Interview: Edgel Groves Jr, CEO of Viral Giveaways Platform PassPass
NxtNow Music is grateful to PassPass CEO Edgel Groves, Jr for connecting with us for an exclusive Q&A. PassPass has become America’s #1 viral giveaways platform by blending social media giveaways, real-world scavenger hunts, and unique experiences into one fun, community-driven membership.
Their new platform, PassPass for Artists, offers music creators a fresh way to connect with fans through gamified adventures, memorable moments, and shareable excitement that helps build tangible engagement and loyalty in today’s crowded music landscape.
Below, Edgel describes how PassPass was created, and gives insight into why PassPass for Artists changes the game for music discovery.
Can you tell us the origin story of PassPass? What necessity or moment sparked the initial idea, and how did your background in music as the founder of Cascade Music Group shape PassPass's early vision?
PassPass really started as a happy accident. At the time, I was running a media company in Nashville, and as a musician and former music exec, I was always thinking about ways to get people out into the real world and engaging with what was happening around them. We put together this “passport” concept that brought local businesses together, combining deals and discovery, and people loved it.
As we expanded into other cities, I started to see a bigger pattern. People were craving experiences. They wanted a reason to get off the couch, do something fun, and share that with other people. At the same time, giveaways and contests were everywhere, but they still felt pretty one-dimensional.

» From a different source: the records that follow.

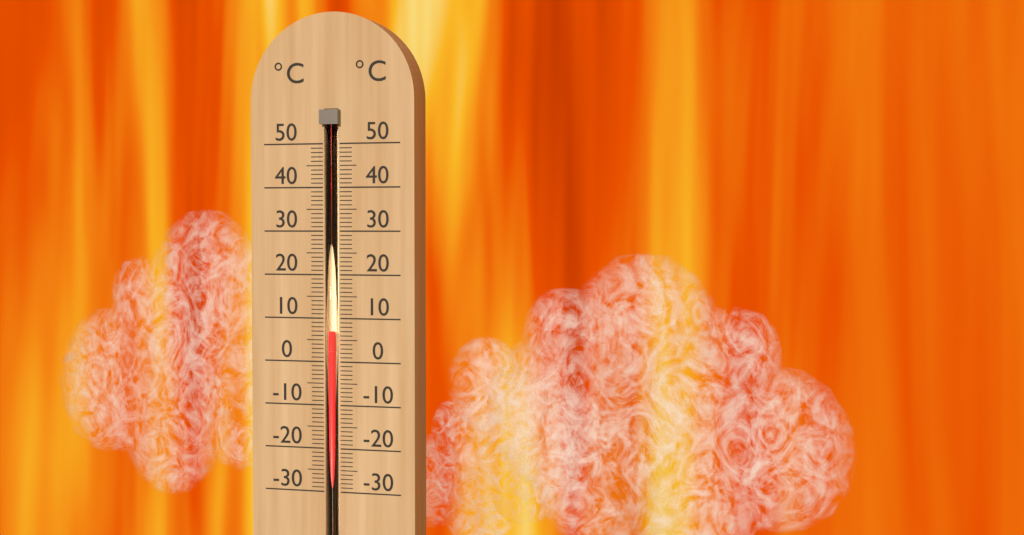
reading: 7 °C
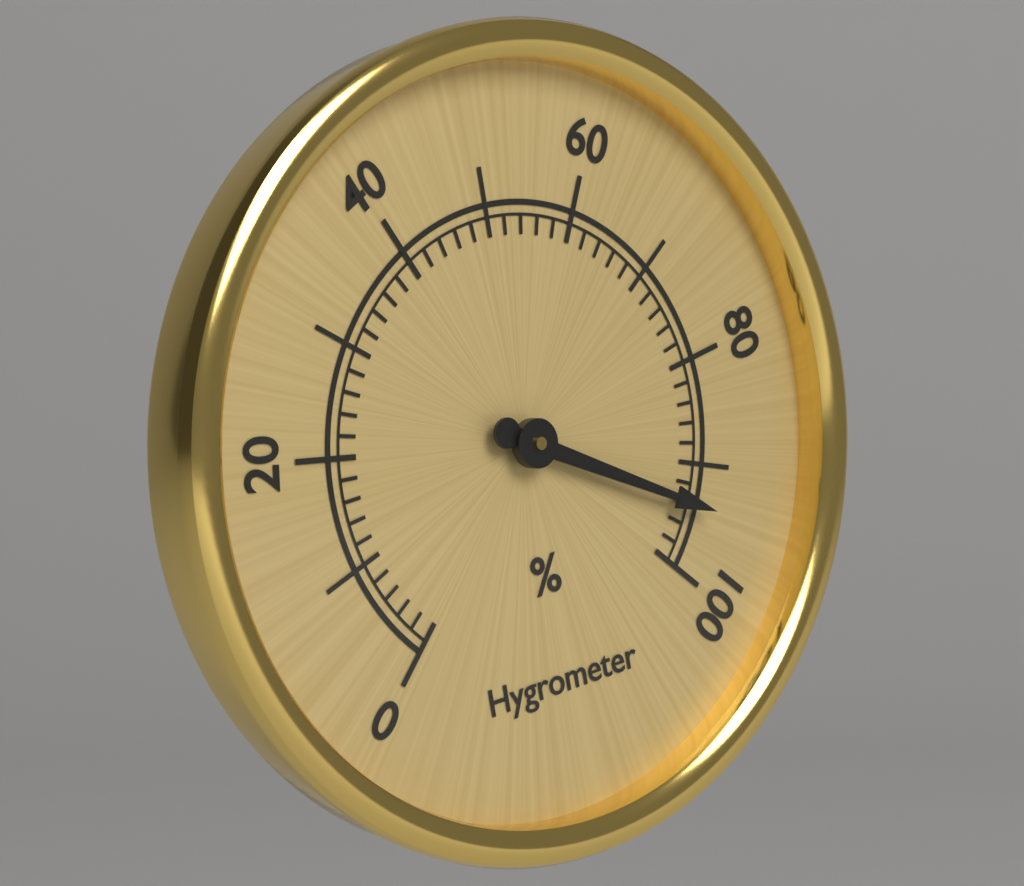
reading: 94 %
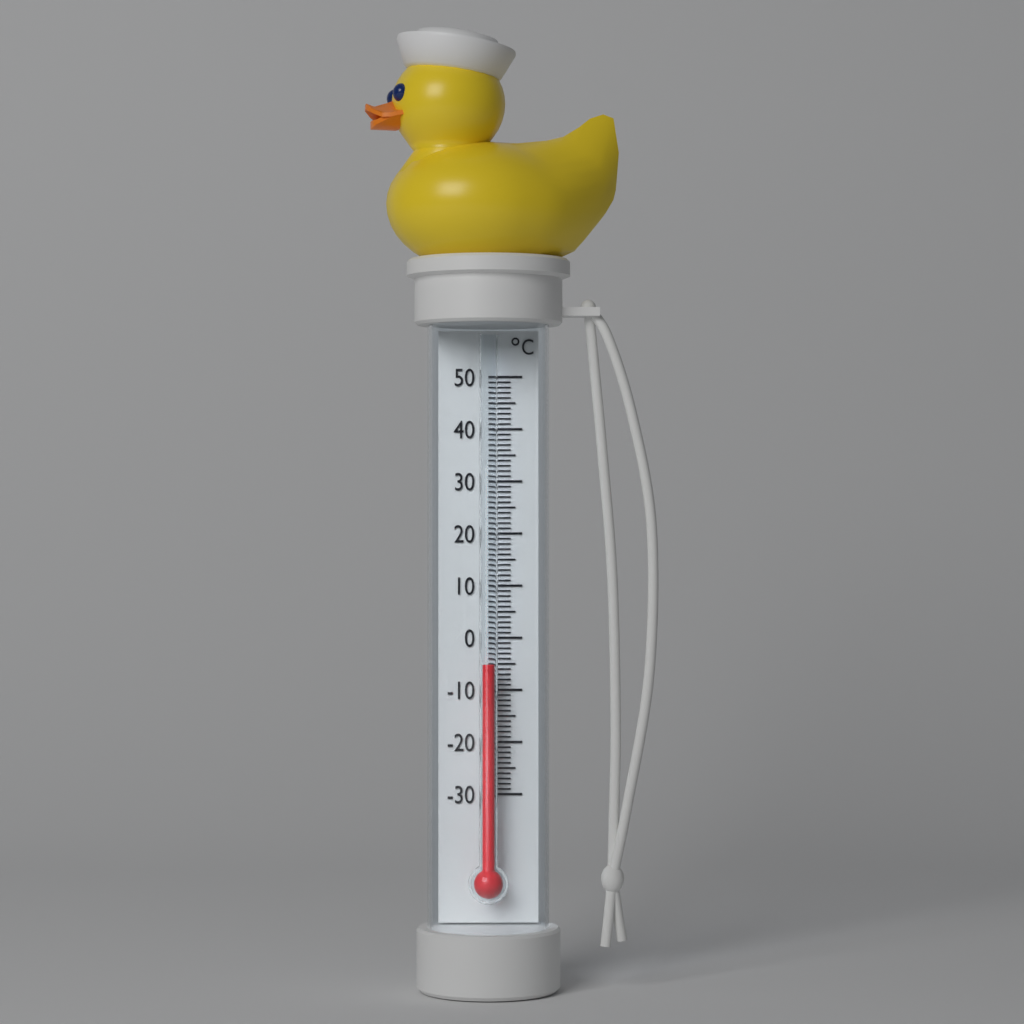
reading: -5 °C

So PassPass became about taking those ideas and turning them into something more social, more interactive, and more rewarding. My background in music definitely shaped that. When you’ve worked with artists, you understand how powerful moments are and how a song tied to a real experience can stick with someone. That thinking is baked directly into PassPass. We’re creating moments people remember, and the soundtrack to those moments really matters.
You recently launched PassPass for Artists as a dedicated music discovery platform. Can you walk us through how it works for artists—specifically the submission process, review criteria, and how approved tracks get integrated into your real-world scavenger hunts, giveaways, and activations across cities?

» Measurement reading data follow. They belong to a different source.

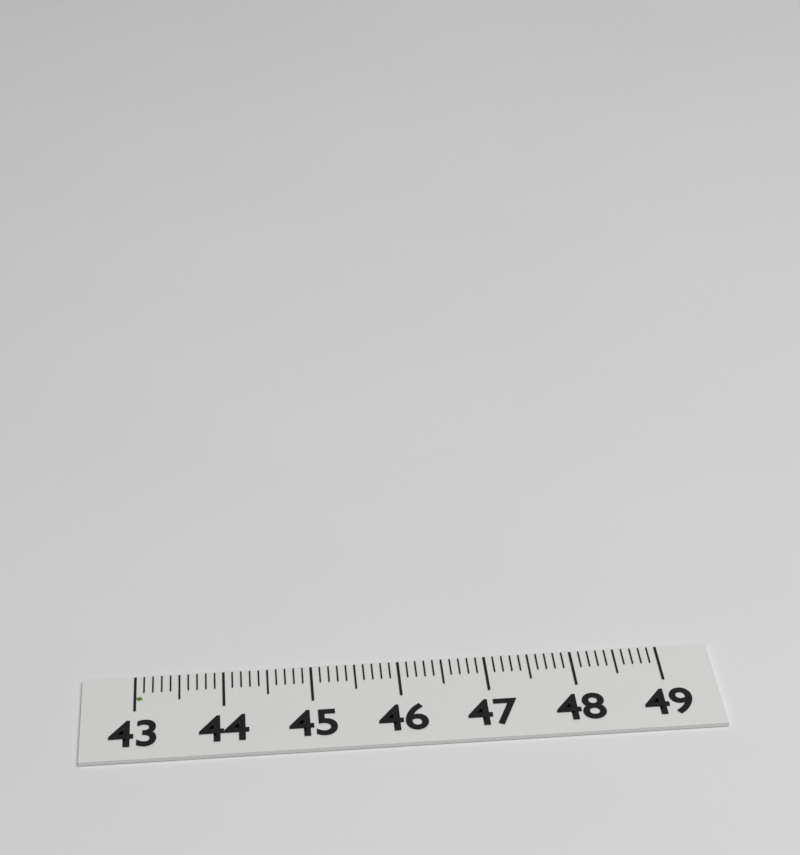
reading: 43.1 (no unit)
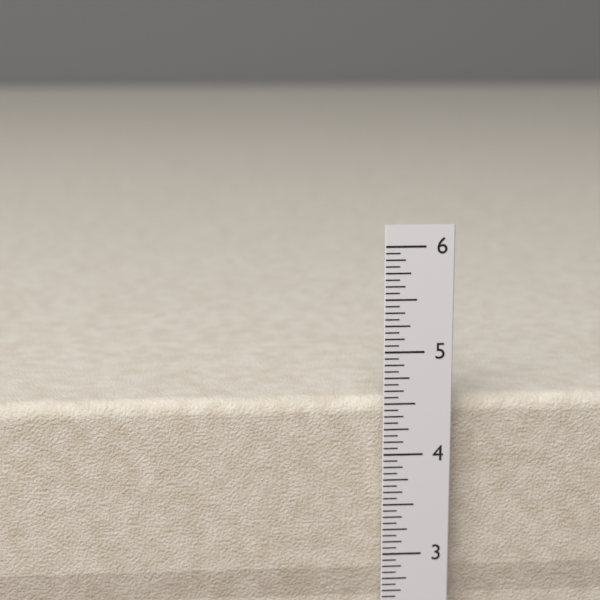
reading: 4.5000 in
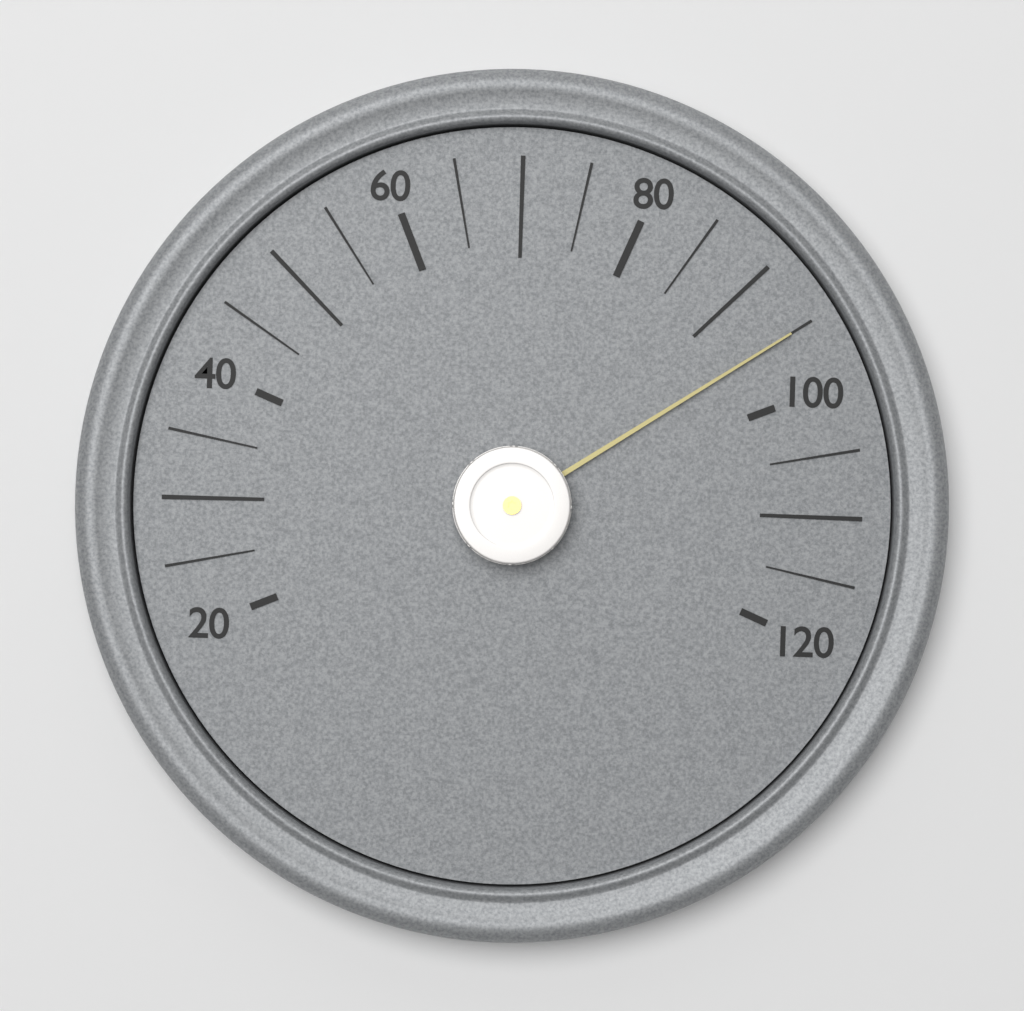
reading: 95 (no unit)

PassPass for Artists is built to be open and accessible. Artists and their teams can submit tracks directly through the platform, and from there our team reviews submissions. Once a track is approved, it can be woven into the ecosystem across our events and activations in more than 20 cities.

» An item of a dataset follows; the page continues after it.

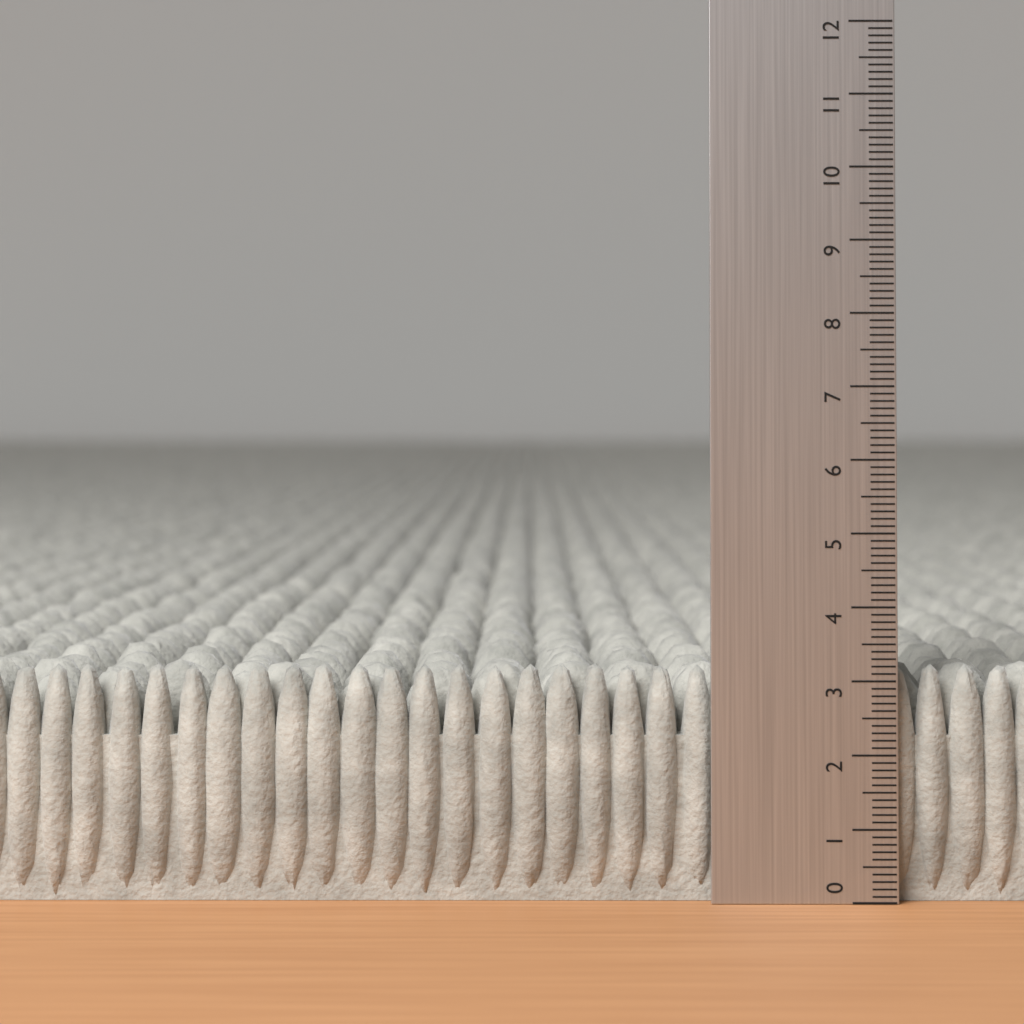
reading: 3.2 (no unit)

We integrate tracks into scavenger hunts, giveaways, and real-world moments where people are already engaged and having fun. Artists can even choose the cities and timing that matter most to them, offering intentional exposure they can actually watch fans engage with.
Unlike traditional streaming or social campaigns, PassPass for Artists places music inside gamified, in-person experiences. How does this innovative approach help artists break through the algorithm and create lasting fan connections?
What we’re doing is shifting music from something you passively consume to something you actively experience. Instead of hearing a track while scrolling, you’re discovering it while you’re out in the world, playing a game, following clues, or unlocking something with your friends.
That changes the relationship completely. You’re not just listening, you’re participating. The music becomes part of a moment, something tied to excitement, competition, or even winning. Those are the kinds of experiences people remember and talk about, and that’s where a deeper artist-fan connection really starts to form.
What results have artists seen so far from participating in PassPass activations? Are there any early success stories around fan engagement, streaming growth or market-specific breakthroughs that stand out?
PassPass has a built-in audience of more than 2 million fans and regularly generates over 100 million monthly song plays on Instagram, with more than 2 billion total plays since 2025.
Artists like BigXThaPlug and Chris Young have already tested PassPass for Artists and responded really positively. Our level of engagement stands out the most to me. None of these are passive impressions, these are real people showing up in real life, participating, and connecting that experience back to the music.
How does PassPass for Artists complement other tools in the music creator ecosystem, and what makes its “viral funtech” model effective for artists who want to target specific cities or campaign windows?
PassPass for Artists complements traditional music marketing tools by offering a way to activate fans in the real world. Most tools in the ecosystem are built around digital distribution or promotion. What we add is a real-world layer. We’re giving artists a way to activate fans physically, in specific cities, at specific moments in time.
The funtech model works because it flips the value exchange. Instead of interrupting people with ads, we’re giving them something they actually want to do. They opt in, they participate, and they’re rewarded for their time. That creates a much stronger connection, and it also makes campaigns feel more like events than promotions. For artists, that means you can beat the algorithm and build momentum in a market in a tangible and social way.
What’s next for PassPass for Artists, and what advice would you give to NxtNow Music’s community of creators who are considering submitting their tracks?
We’re continuing to expand what’s possible on the platform, especially around custom campaigns and drops that let artists go deeper and create more tailored experiences for fans. As the platform grows, so does the opportunity to plug into bigger moments and larger audiences.
For artists thinking about submitting, I’d say this is about meeting fans in a different way. If you’re open to your music living beyond streaming platforms and becoming part of real-world experiences, there’s a real opportunity here. The artists who lean into that and think creatively about how their music shows up are the ones who are going to get the most out of it.